The River Journey Mapping offers a way to surface deeper insights and a deeper understanding of how educators navigate their work. To further support this exploration, I developed a facilitator’s guide that can be adapted for use in different contexts. The activity uses river imagery and metaphor as a starting point; however, there are a variety of methods (drawing, mapping, storytelling, music, poetry, drama, or other creative forms) that can open space for reflection that is often difficult to access through words alone.
References
Burnard, P. (2012). Rethinking Creative Teaching and Teaching as Research: Mapping the Critical Phases That Mark Times of Change and Choosing as Learners and Teachers of Music. Theory Into Practice, 51(3), 167–178.
Escobar, A. (2024). Feeling-Thinking with the Land. Transitions: Transatlantic bridges for designing networks between Souths and Norths. Re-visiones, 10.
Hill, T., Wright, L. & Etmanski, C. (2025). Cultivating Relationality and an Ethics of Care through Arts-Based and Play-Based Research. The Canadian Journal for the Study of Adult Education / La revue canadienne pour l’étude de l’éducation des adultes, 37(1), 75–91.
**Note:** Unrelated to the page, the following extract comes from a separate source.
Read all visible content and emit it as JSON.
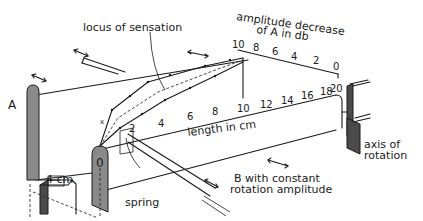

Lee, L., Currie, V., Saied, N., & Wright, L. H. V. (2020). Journey to hope, self-expression and community engagement: Youth-led arts-based participatory action research (PAR) for social change. Children and Youth Services Review, 109, 1–10.
Michell, H. (2012). The Canoe Trip: A Northern Cree Metaphor for Conducting Research. In Education, 18(1).
Stevenson, K. (2013). The river in a landscape of creative practice: Creative River Journeys. Landscapes: The Journal of the International Centre for Landscape and Language, 5(2).